The U.S. Department of Energy announced on August 16 that it will invest $16 million over the next four years to accelerate the design of new materials through use of supercomputers.
Two four-year projects—one team led by Berkeley Lab, including the Foundry’s Jeff Neaton, the other team led by DOE’s Oak Ridge National Laboratory (ORNL)—will leverage the labs’ expertise in materials and take advantage of superfast computers at DOE national laboratories to develop software for designing fundamentally new functional materials destined to revolutionize applications in alternative and renewable energy, electronics, and a wide range of other fields. The research teams include experts from universities and other national labs.
The new grants—part of DOE’s Computational Materials Sciences (CMS) program launched in 2015 as part of the U.S. Materials Genome Initiative—reflect the enormous recent growth in computing power and the increasing capability of high-performance computers to model and simulate the behavior of matter at the atomic and molecular scales.
The teams are expected to develop sophisticated and user-friendly open-source software that captures the essential physics of relevant systems and can be used by the broader research community and by industry to accelerate the design of new functional materials.
Research will combine theory and software development with experimental validation, drawing on the resources of multiple DOE Office of Science User Facilities, including the Molecular Foundry and Advanced Light Source at Berkeley Lab, the Center for Nanoscale Materials and the Advanced Photon Source at Argonne National Laboratory (ANL), and the Center for Nanophase Materials Sciences and the Spallation Neutron Source at ORNL, as well as the other Nanoscience Research Centers across the DOE national laboratory complex.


Task requirements
Every entry below has to appear again in your reply, word for word, but no picture may.
********************
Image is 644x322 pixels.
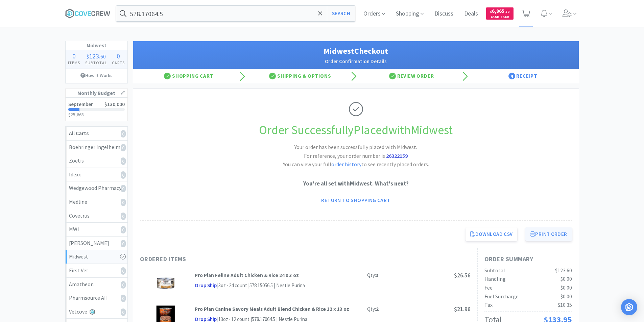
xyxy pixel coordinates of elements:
div: Review Order [356,69,468,83]
div: Fee [484,283,492,292]
span: $25,668 [68,111,84,118]
strong: Pro Plan Feline Adult Chicken & Rice 24 x 3 oz [195,272,299,278]
h1: Monthly Budget [66,89,127,97]
a: Deals [461,11,480,17]
i: 0 [121,157,126,165]
div: Receipt [467,69,579,83]
div: Covetrus [69,211,124,220]
img: f4f2e044dc7d40dba37a0b46432dafc4_115075.jpeg [156,271,175,295]
h2: Order Confirmation Details [140,57,572,66]
i: 0 [121,308,126,316]
input: Search by item, sku, manufacturer, ingredient, size... [116,6,355,21]
span: 123 [89,52,99,60]
h1: Midwest Checkout [140,45,572,57]
span: 4 [509,73,515,79]
h1: Ordered Items [140,254,343,264]
div: . [83,53,109,59]
h4: Carts [109,59,127,66]
div: Medline [69,198,124,206]
a: Vetcove0 [66,305,127,319]
span: 0 [72,52,76,60]
strong: All Carts [69,130,88,137]
div: Handling [484,275,506,283]
span: Cash Back [490,15,509,19]
button: Search [327,6,355,21]
span: $ [490,9,492,14]
span: 0 [116,52,120,60]
span: $0.00 [561,275,572,282]
i: 0 [121,281,126,289]
div: Midwest [69,252,124,261]
div: MWI [69,225,124,234]
a: Amatheon0 [66,278,127,291]
a: Medline0 [66,195,127,209]
a: [PERSON_NAME]0 [66,237,127,250]
a: order history [331,161,361,168]
a: Discuss [432,11,456,17]
div: Wedgewood Pharmacy [69,184,124,192]
i: 0 [121,240,126,247]
div: Fuel Surcharge [484,292,518,301]
a: All Carts0 [66,127,127,140]
span: $0.00 [561,293,572,300]
div: | 578.15056.5 | Nestle Purina [247,282,305,289]
div: Qty: [367,305,378,313]
strong: Pro Plan Canine Savory Meals Adult Blend Chicken & Rice 12 x 13 oz [195,305,349,312]
div: Tax [484,301,492,309]
span: Drop Ship [195,282,217,290]
div: First Vet [69,266,124,275]
span: $0.00 [561,284,572,291]
span: 6,965 [490,8,509,14]
a: $6,965.50Cash Back [486,5,513,23]
div: Pharmsource AH [69,294,124,302]
a: Midwest [66,250,127,264]
i: 0 [121,226,126,233]
span: | 3oz · 24 count [217,282,247,289]
div: Zoetis [69,156,124,165]
i: 0 [121,267,126,275]
a: Wedgewood Pharmacy0 [66,181,127,195]
h1: Order Summary [484,254,572,264]
h2: September [68,102,93,107]
i: 0 [121,199,126,206]
span: $130,000 [105,101,125,107]
strong: 26322159 [386,152,408,159]
a: Pharmsource AH0 [66,291,127,305]
h4: Subtotal [83,59,109,66]
h1: Midwest [66,41,127,50]
a: September$130,000$25,668 [66,97,127,121]
span: 60 [100,53,106,60]
a: Boehringer Ingelheim0 [66,140,127,154]
h1: Order Successfully Placed with Midwest [140,120,572,140]
a: MWI0 [66,223,127,237]
span: For reference, your order number is [304,152,408,159]
span: $ [86,53,89,60]
i: 0 [121,171,126,179]
span: $26.56 [454,272,471,279]
p: You're all set with Midwest . What's next? [140,179,572,188]
a: Zoetis0 [66,154,127,168]
i: 0 [121,130,126,137]
span: $10.35 [558,301,572,308]
span: $123.60 [555,267,572,274]
div: [PERSON_NAME] [69,239,124,248]
div: Open Intercom Messenger [621,299,637,315]
a: How It Works [66,69,127,82]
div: Shipping & Options [245,69,356,83]
a: Idexx0 [66,168,127,182]
span: $21.96 [454,305,471,313]
a: Download CSV [466,227,518,241]
button: Print Order [525,227,572,241]
div: Qty: [367,271,378,279]
div: Boehringer Ingelheim [69,143,124,152]
a: Covetrus0 [66,209,127,223]
a: First Vet0 [66,264,127,278]
i: 0 [121,294,126,302]
span: . 50 [504,9,509,14]
div: Idexx [69,170,124,179]
a: Return to Shopping Cart [316,193,395,207]
div: Amatheon [69,280,124,289]
i: 0 [121,213,126,220]
div: Shopping Cart [133,69,245,83]
i: 0 [121,144,126,152]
********************
Exercise result
Image is 644x322 pixels.
xyxy pixel coordinates of elements:
div: Review Order [356,69,468,83]
div: Fee [484,283,492,292]
span: $25,668 [68,111,84,118]
strong: Pro Plan Feline Adult Chicken & Rice 24 x 3 oz [195,272,299,278]
h1: Monthly Budget [66,89,127,97]
a: Deals [461,11,480,17]
i: 0 [121,157,126,165]
div: Receipt [467,69,579,83]
div: Covetrus [69,211,124,220]
img: f4f2e044dc7d40dba37a0b46432dafc4_115075.jpeg [156,271,175,295]
h2: Order Confirmation Details [140,57,572,66]
i: 0 [121,308,126,316]
input: Search by item, sku, manufacturer, ingredient, size... [116,6,355,21]
span: 123 [89,52,99,60]
h1: Midwest Checkout [140,45,572,57]
span: 4 [509,73,515,79]
h1: Ordered Items [140,254,343,264]
div: . [83,53,109,59]
h4: Carts [109,59,127,66]
div: Medline [69,198,124,206]
a: Vetcove0 [66,305,127,319]
span: 0 [72,52,76,60]
strong: All Carts [69,130,88,137]
div: Handling [484,275,506,283]
span: Cash Back [490,15,509,19]
button: Search [327,6,355,21]
span: $ [490,9,492,14]
span: 0 [116,52,120,60]
span: $0.00 [561,275,572,282]
i: 0 [121,281,126,289]
div: Midwest [69,252,124,261]
div: MWI [69,225,124,234]
a: Amatheon0 [66,278,127,291]
a: Medline0 [66,195,127,209]
a: [PERSON_NAME]0 [66,237,127,250]
a: order history [331,161,361,168]
a: Discuss [432,11,456,17]
div: Wedgewood Pharmacy [69,184,124,192]
i: 0 [121,240,126,247]
div: Fuel Surcharge [484,292,518,301]
a: All Carts0 [66,127,127,140]
span: $0.00 [561,293,572,300]
div: | 578.15056.5 | Nestle Purina [247,282,305,289]
div: Qty: [367,305,378,313]
strong: Pro Plan Canine Savory Meals Adult Blend Chicken & Rice 12 x 13 oz [195,305,349,312]
div: Tax [484,301,492,309]
span: Drop Ship [195,282,217,290]
div: First Vet [69,266,124,275]
span: $0.00 [561,284,572,291]
span: 6,965 [490,8,509,14]
a: $6,965.50Cash Back [486,5,513,23]
div: Pharmsource AH [69,294,124,302]
a: Midwest [66,250,127,264]
i: 0 [121,226,126,233]
span: | 3oz · 24 count [217,282,247,289]
div: Zoetis [69,156,124,165]
i: 0 [121,267,126,275]
a: Wedgewood Pharmacy0 [66,181,127,195]
h1: Order Summary [484,254,572,264]
h2: September [68,102,93,107]
i: 0 [121,199,126,206]
span: $130,000 [105,101,125,107]
strong: 26322159 [386,152,408,159]
a: Pharmsource AH0 [66,291,127,305]
h4: Subtotal [83,59,109,66]
h1: Midwest [66,41,127,50]
a: September$130,000$25,668 [66,97,127,121]
span: 60 [100,53,106,60]
a: Boehringer Ingelheim0 [66,140,127,154]
h1: Order Successfully Placed with Midwest [140,120,572,140]
a: MWI0 [66,223,127,237]
span: For reference, your order number is [304,152,408,159]
span: $ [86,53,89,60]
i: 0 [121,171,126,179]
span: $26.56 [454,272,471,279]
p: You're all set with Midwest . What's next? [140,179,572,188]
a: Zoetis0 [66,154,127,168]
i: 0 [121,130,126,137]
span: $10.35 [558,301,572,308]
span: $123.60 [555,267,572,274]
div: [PERSON_NAME] [69,239,124,248]
div: Open Intercom Messenger [621,299,637,315]
a: How It Works [66,69,127,82]
div: Shipping & Options [245,69,356,83]
a: Idexx0 [66,168,127,182]
span: $21.96 [454,305,471,313]
a: Download CSV [466,227,518,241]
button: Print Order [525,227,572,241]
div: Qty: [367,271,378,279]
div: Boehringer Ingelheim [69,143,124,152]
a: Covetrus0 [66,209,127,223]
a: First Vet0 [66,264,127,278]
i: 0 [121,294,126,302]
span: . 50 [504,9,509,14]
div: Idexx [69,170,124,179]
a: Return to Shopping Cart [316,193,395,207]
div: Amatheon [69,280,124,289]
i: 0 [121,213,126,220]
div: Shopping Cart [133,69,245,83]
i: 0 [121,144,126,152]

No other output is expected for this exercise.